An American journalist living in England witnessed soccer fans wreaking havoc on a subway train. His colleagues shrugged it off โ just another day, they said. But Buford couldn't let it go. He decided to infiltrate the worst hooligan firms in England, embedding himself in the violent underbelly of football culture. What he found there is both terrifying and deeply illuminating.
What makes this book so compelling is its unflinching exploration of crowd psychology. Buford doesn't just observe โ he participates, and in doing so, he begins to understand the primal pull of the mob. The willingness to conform, to stand side-by-side with strangers, to experience unity. It's an escape from separateness and freedom โ a break from individual responsibility.
This taps into something deeply primal. Tribal tendencies that most of us keep buried beneath the surface of civilized life. Buford brings them to light in a way that's both disturbing and oddly relatable.
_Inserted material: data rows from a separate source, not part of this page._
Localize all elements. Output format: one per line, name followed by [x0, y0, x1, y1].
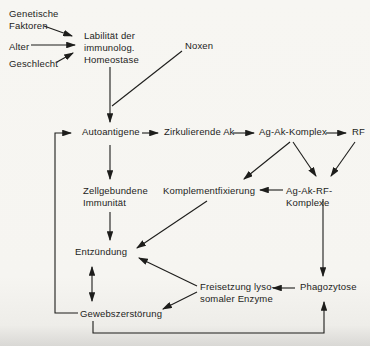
node-zirkulierende-ak: Zirkulierende Ak	[164, 126, 235, 138]
node-gewebszerstoerung: Gewebszerstörung	[80, 308, 162, 320]
node-entzuendung: Entzündung	[75, 246, 127, 258]
node-phagozytose: Phagozytose	[300, 281, 357, 293]
node-freisetzung-lysosomaler-enzyme: Freisetzung lyso- somaler Enzyme	[200, 281, 275, 305]
arrow-freisetzung-to-entzuendung	[139, 258, 197, 286]
node-genetische-faktoren: Genetische Faktoren	[9, 8, 59, 32]
arrow-ag-ak-komplex-to-ag-ak-rf-komplexe	[293, 142, 316, 176]
node-ag-ak-komplex: Ag-Ak-Komplex	[259, 126, 327, 138]
pathogenesis-flowchart: Genetische Faktoren Alter Geschlecht Lab…	[0, 0, 370, 346]
arrow-ag-ak-komplex-to-komplementfixierung	[244, 142, 290, 179]
arrow-gewebszerstoerung-to-autoantigene	[55, 133, 78, 313]
node-ag-ak-rf-komplexe: Ag-Ak-RF-Komplexe	[286, 185, 370, 209]
node-komplementfixierung: Komplementfixierung	[163, 185, 255, 197]
node-zellgebundene-immunitaet: Zellgebundene Immunität	[83, 185, 148, 209]
node-autoantigene: Autoantigene	[82, 126, 140, 138]
arrow-geschlecht-to-labilitaet	[57, 53, 73, 62]
node-alter: Alter	[9, 41, 29, 53]
arrow-freisetzung-to-gewebszerstoerung	[163, 292, 197, 309]
node-geschlecht: Geschlecht	[9, 58, 58, 70]
node-noxen: Noxen	[185, 40, 213, 52]
node-labilitaet-der-immunolog-homeostase: Labilität der immunolog. Homeostase	[84, 30, 139, 66]
node-rf: RF	[352, 126, 365, 138]
arrow-rf-to-ag-ak-rf-komplexe	[331, 142, 355, 176]
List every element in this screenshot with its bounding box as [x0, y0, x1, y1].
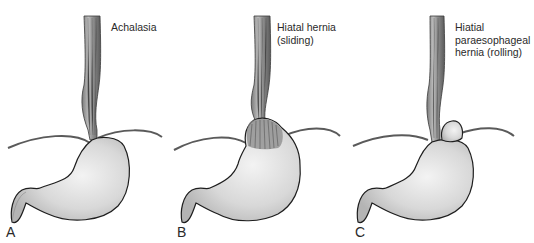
diaphragm-left: [174, 138, 246, 150]
diaphragm-left: [353, 135, 428, 146]
caption-rolling-hernia: Hiatial paraesophageal hernia (rolling): [455, 21, 530, 59]
achalasia-illustration: [0, 0, 178, 243]
panel-letter-b: B: [177, 224, 186, 240]
diaphragm-right: [284, 129, 340, 137]
esophageal-disorders-figure: Achalasia A Hiatal hernia (sliding) B: [0, 0, 534, 243]
panel-letter-a: A: [6, 224, 15, 240]
diaphragm-left: [8, 136, 90, 148]
diaphragm-right: [458, 128, 514, 136]
caption-sliding-hernia: Hiatal hernia (sliding): [277, 21, 336, 46]
esophagus: [82, 16, 101, 140]
panel-c: Hiatial paraesophageal hernia (rolling) …: [350, 0, 534, 243]
panel-b: Hiatal hernia (sliding) B: [170, 0, 350, 243]
diaphragm-right: [98, 130, 162, 138]
caption-achalasia: Achalasia: [111, 21, 157, 34]
esophagus: [251, 16, 270, 122]
panel-a: Achalasia A: [0, 0, 178, 243]
stomach: [357, 140, 473, 223]
esophagus: [427, 16, 445, 142]
panel-letter-c: C: [355, 224, 365, 240]
stomach: [11, 138, 129, 223]
herniated-fundus-bulge: [441, 121, 462, 142]
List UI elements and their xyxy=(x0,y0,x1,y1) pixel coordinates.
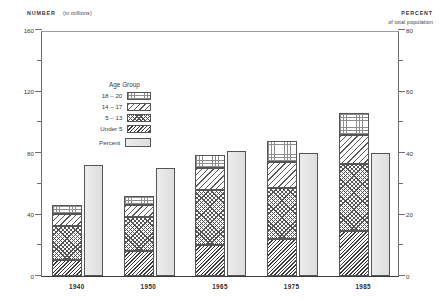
legend-item-percent: Percent xyxy=(99,138,151,148)
legend-item: 5 – 13 xyxy=(99,113,151,123)
x-axis-label: 1985 xyxy=(327,283,399,290)
x-axis-label: 1975 xyxy=(256,283,328,290)
percent-bar xyxy=(156,168,175,276)
bar-segment xyxy=(339,164,369,232)
legend-rows: 18 – 2014 – 175 – 13Under 5 xyxy=(99,91,151,133)
legend-label: 14 – 17 xyxy=(102,103,123,110)
left-tick-label: 0 xyxy=(8,273,34,280)
legend-swatch xyxy=(127,103,151,111)
bar-segment xyxy=(195,155,225,169)
stacked-bar xyxy=(52,205,82,276)
legend-swatch xyxy=(127,114,151,122)
percent-bar xyxy=(371,153,390,276)
bar-segment xyxy=(124,251,154,276)
bar-segment xyxy=(339,231,369,276)
bar-segment xyxy=(124,217,154,251)
legend-item: 18 – 20 xyxy=(99,91,151,101)
bar-group xyxy=(328,32,400,276)
percent-bar xyxy=(299,153,318,276)
bar-segment xyxy=(52,205,82,214)
legend-item: 14 – 17 xyxy=(99,102,151,112)
legend-item: Under 5 xyxy=(99,124,151,134)
left-tick-label: 40 xyxy=(8,211,34,218)
right-tick-label: 0 xyxy=(406,273,432,280)
bar-segment xyxy=(195,190,225,245)
right-tick-label: 40 xyxy=(406,150,432,157)
bar-segment xyxy=(124,205,154,217)
bar-segment xyxy=(339,113,369,135)
stacked-bar xyxy=(267,141,297,276)
bar-segment xyxy=(52,260,82,276)
bar-segment xyxy=(267,162,297,188)
percent-bar xyxy=(84,165,103,276)
chart-container: NUMBER (in millions) PERCENT of total po… xyxy=(0,0,441,300)
legend-title: Age Group xyxy=(99,81,151,88)
x-axis-label: 1965 xyxy=(184,283,256,290)
legend-label-percent: Percent xyxy=(99,139,120,146)
right-tick-label: 80 xyxy=(406,27,432,34)
right-tick-major xyxy=(398,29,405,30)
left-tick-label: 160 xyxy=(8,27,34,34)
bar-group xyxy=(114,32,186,276)
plot-area: 04080120160 020406080 Age Group 18 – 201… xyxy=(41,31,399,277)
left-tick-label: 80 xyxy=(8,150,34,157)
bar-group xyxy=(42,32,114,276)
x-axis-label: 1940 xyxy=(41,283,113,290)
left-tick-major xyxy=(35,214,42,215)
legend-label: Under 5 xyxy=(100,125,122,132)
bar-segment xyxy=(267,188,297,239)
legend-label: 18 – 20 xyxy=(102,92,123,99)
bar-segment xyxy=(339,135,369,164)
right-axis-caption-bold: PERCENT xyxy=(401,10,433,16)
x-axis-label: 1950 xyxy=(113,283,185,290)
left-tick-major xyxy=(35,91,42,92)
legend-swatch-percent xyxy=(125,138,151,147)
bar-segment xyxy=(267,239,297,276)
left-tick-major xyxy=(35,275,42,276)
legend-swatch xyxy=(127,125,151,133)
legend-swatch xyxy=(127,92,151,100)
left-axis-caption-bold: NUMBER xyxy=(27,10,56,16)
left-tick-label: 120 xyxy=(8,88,34,95)
stacked-bar xyxy=(124,196,154,276)
bar-segment xyxy=(52,226,82,260)
stacked-bar xyxy=(339,113,369,276)
bar-segment xyxy=(52,214,82,226)
right-tick-label: 60 xyxy=(406,88,432,95)
bar-segment xyxy=(124,196,154,204)
left-axis-caption-units: (in millions) xyxy=(63,10,92,16)
bar-segment xyxy=(195,168,225,190)
legend-label: 5 – 13 xyxy=(105,114,122,121)
bar-segment xyxy=(195,245,225,276)
stacked-bar xyxy=(195,155,225,276)
left-tick-major xyxy=(35,152,42,153)
right-axis-caption-units: of total population xyxy=(388,19,433,25)
bar-group xyxy=(257,32,329,276)
percent-bar xyxy=(227,151,246,276)
right-tick-label: 20 xyxy=(406,211,432,218)
chart-legend: Age Group 18 – 2014 – 175 – 13Under 5 Pe… xyxy=(99,81,151,149)
left-tick-major xyxy=(35,29,42,30)
bar-segment xyxy=(267,141,297,163)
bar-group xyxy=(185,32,257,276)
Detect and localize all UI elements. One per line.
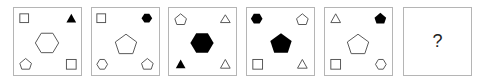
square-outline-icon	[20, 14, 29, 23]
hexagon-filled-icon	[251, 14, 263, 24]
hexagon-outline-icon	[97, 59, 108, 69]
pentagon-outline-icon	[115, 34, 136, 53]
triangle-filled-icon	[176, 59, 186, 68]
pentagon-filled-icon	[375, 13, 387, 24]
pentagon-outline-icon	[297, 14, 309, 25]
panel-5-shapes	[325, 8, 392, 75]
puzzle-panel-answer: ?	[403, 7, 472, 76]
puzzle-panel-4	[246, 7, 315, 76]
triangle-outline-icon	[220, 15, 230, 23]
panel-1-shapes	[14, 8, 81, 75]
pentagon-outline-icon	[20, 58, 32, 69]
triangle-outline-icon	[297, 59, 307, 68]
panel-3-shapes	[169, 8, 236, 75]
hexagon-filled-icon	[190, 33, 213, 52]
pentagon-filled-icon	[270, 33, 291, 52]
triangle-outline-icon	[331, 14, 341, 23]
puzzle-panel-5	[324, 7, 393, 76]
pentagon-outline-icon	[142, 58, 154, 69]
hexagon-outline-icon	[35, 33, 58, 52]
square-outline-icon	[66, 59, 76, 69]
question-mark: ?	[404, 8, 471, 75]
hexagon-filled-icon	[142, 14, 153, 23]
triangle-outline-icon	[220, 59, 230, 68]
square-outline-icon	[331, 59, 341, 69]
square-outline-icon	[253, 59, 263, 69]
panel-2-shapes	[92, 8, 159, 75]
puzzle-panel-3	[168, 7, 237, 76]
square-outline-icon	[97, 14, 106, 23]
hexagon-outline-icon	[375, 59, 386, 69]
pentagon-outline-icon	[175, 14, 187, 25]
puzzle-panel-1	[13, 7, 82, 76]
puzzle-panel-2	[91, 7, 160, 76]
panel-4-shapes	[247, 8, 314, 75]
pentagon-outline-icon	[347, 34, 368, 53]
triangle-filled-icon	[66, 14, 76, 23]
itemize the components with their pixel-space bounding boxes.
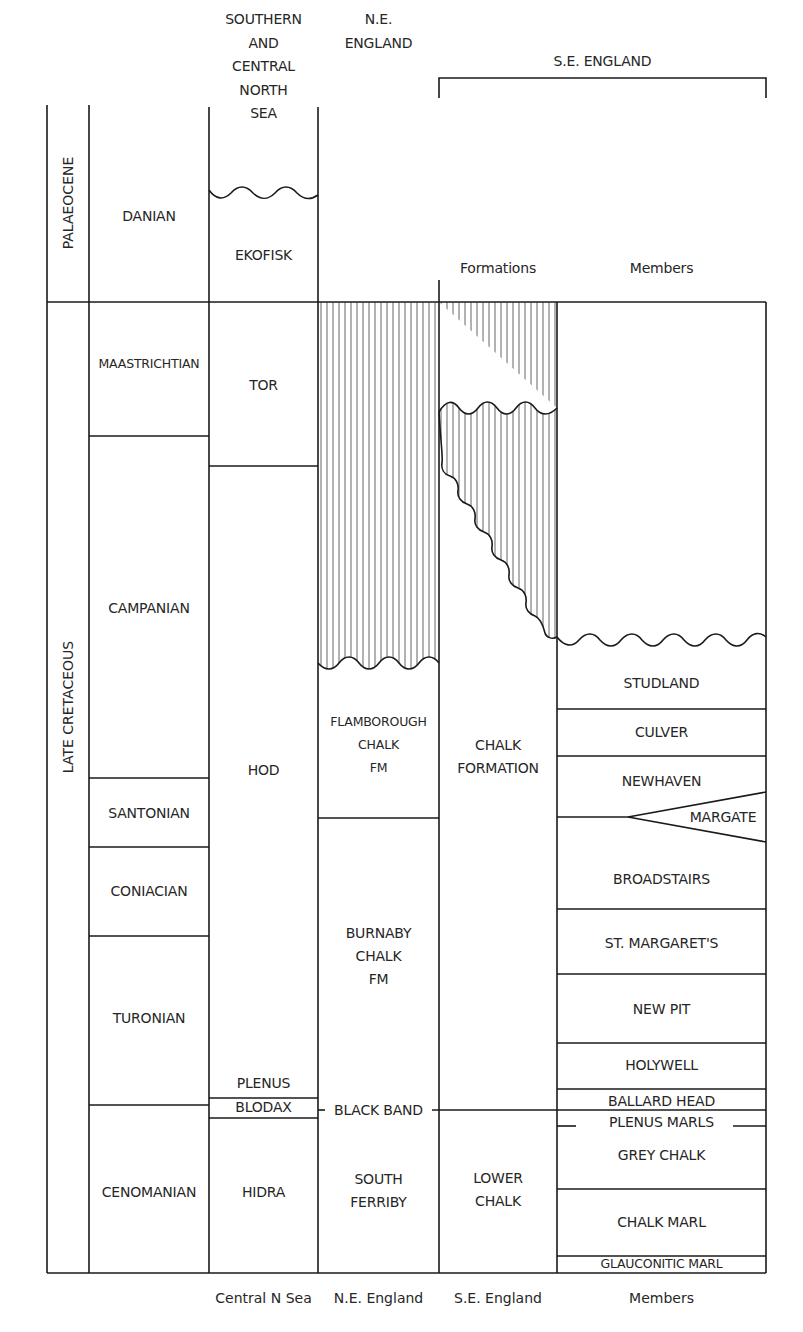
unit-plenus: PLENUS: [209, 1072, 318, 1095]
member-holywell: HOLYWELL: [557, 1054, 766, 1077]
header-members: Members: [557, 257, 766, 280]
header-ne-england: N.E. ENGLAND: [318, 8, 439, 55]
unit-burnaby-chalk: BURNABY CHALK FM: [318, 922, 439, 991]
unit-south-ferriby: SOUTH FERRIBY: [318, 1168, 439, 1214]
member-studland: STUDLAND: [557, 672, 766, 695]
member-culver: CULVER: [557, 721, 766, 744]
member-ballard-head: BALLARD HEAD: [557, 1091, 766, 1111]
footer-members: Members: [557, 1290, 766, 1306]
ne-england-hiatus: [318, 302, 439, 669]
member-broadstairs: BROADSTAIRS: [557, 868, 766, 891]
unit-blodax: BLODAX: [209, 1097, 318, 1117]
stratigraphic-correlation-diagram: [0, 0, 803, 1332]
footer-se-england: S.E. England: [439, 1290, 557, 1306]
unit-tor: TOR: [209, 374, 318, 397]
unit-hod: HOD: [209, 759, 318, 782]
member-margate: MARGATE: [680, 806, 766, 829]
member-newhaven: NEWHAVEN: [557, 770, 766, 793]
member-grey-chalk: GREY CHALK: [557, 1144, 766, 1167]
footer-ne-england: N.E. England: [318, 1290, 439, 1306]
stage-coniacian: CONIACIAN: [89, 880, 209, 903]
member-glauconitic-marl: GLAUCONITIC MARL: [557, 1254, 766, 1272]
member-new-pit: NEW PIT: [557, 998, 766, 1021]
stage-campanian: CAMPANIAN: [89, 597, 209, 620]
members-unconformity: [557, 634, 766, 646]
unit-ekofisk: EKOFISK: [209, 244, 318, 267]
unit-hidra: HIDRA: [209, 1181, 318, 1204]
stage-maastrichtian: MAASTRICHTIAN: [89, 352, 209, 375]
north-sea-unconformity: [209, 187, 318, 199]
header-formations: Formations: [439, 257, 557, 280]
stage-danian: DANIAN: [89, 205, 209, 228]
member-chalk-marl: CHALK MARL: [557, 1211, 766, 1234]
stage-cenomanian: CENOMANIAN: [89, 1181, 209, 1204]
footer-central-n-sea: Central N Sea: [205, 1290, 322, 1306]
epoch-palaeocene: PALAEOCENE: [58, 143, 78, 263]
member-st-margarets: ST. MARGARET'S: [557, 932, 766, 955]
unit-flamborough-chalk: FLAMBOROUGH CHALK FM: [316, 710, 441, 779]
formation-lower-chalk: LOWER CHALK: [439, 1167, 557, 1213]
stage-santonian: SANTONIAN: [89, 802, 209, 825]
unit-black-band: BLACK BAND: [318, 1099, 439, 1121]
stage-turonian: TURONIAN: [89, 1007, 209, 1030]
member-plenus-marls: PLENUS MARLS: [557, 1112, 766, 1132]
header-se-england: S.E. ENGLAND: [439, 50, 766, 73]
epoch-late-cretaceous: LATE CRETACEOUS: [58, 627, 78, 787]
formation-chalk: CHALK FORMATION: [439, 734, 557, 780]
header-north-sea: SOUTHERN AND CENTRAL NORTH SEA: [209, 8, 318, 126]
se-formations-hiatus: [439, 302, 557, 638]
hiatus-areas: [318, 302, 557, 669]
"This bored, empty, decadent generation consists of nothing more than what it appears to be. It is a lad culture without mystery, so deadened that it uses violence to wake itself up."
Buford's accounts of travelling with the firms โ from domestic matches to international tournaments โ are visceral and gripping. He writes with the precision of a journalist and the immersion of an anthropologist. You feel the claustrophobia of the packed terraces, the escalation of tension, the moment the crowd tips from chanting into chaos.
What's remarkable is Buford's honesty about his own reactions. He doesn't pretend to be above it. He admits to feeling the rush, the intoxication of being part of something larger than himself. This honesty is what elevates the book from mere reportage to genuine insight into human nature.
Understanding the pull of the crowd on an individual โ the willingness to conform, to stand side-by-side, to experience unity. It's an escape from separateness and freedom, a break from individual responsibility. The book taps into primal tribal tendencies that exist in all of us, whether we acknowledge them or not.
For a deeper dive into similar themes, I'd also recommend Gang Leader for a Day by Sudhir Venkatesh โ another journalist who embedded himself in a world most of us would never dare enter.
Books like this rejuvenate my love for reading and rekindle my curiosity about the human condition. What other medium allows you to explore dark worlds so intimately while remaining at a safe distance?
Among the Thugs is one of those rare books that changes how you see crowds, conformity, and the thin veneer of civilization. It belongs on the Great Books List without question.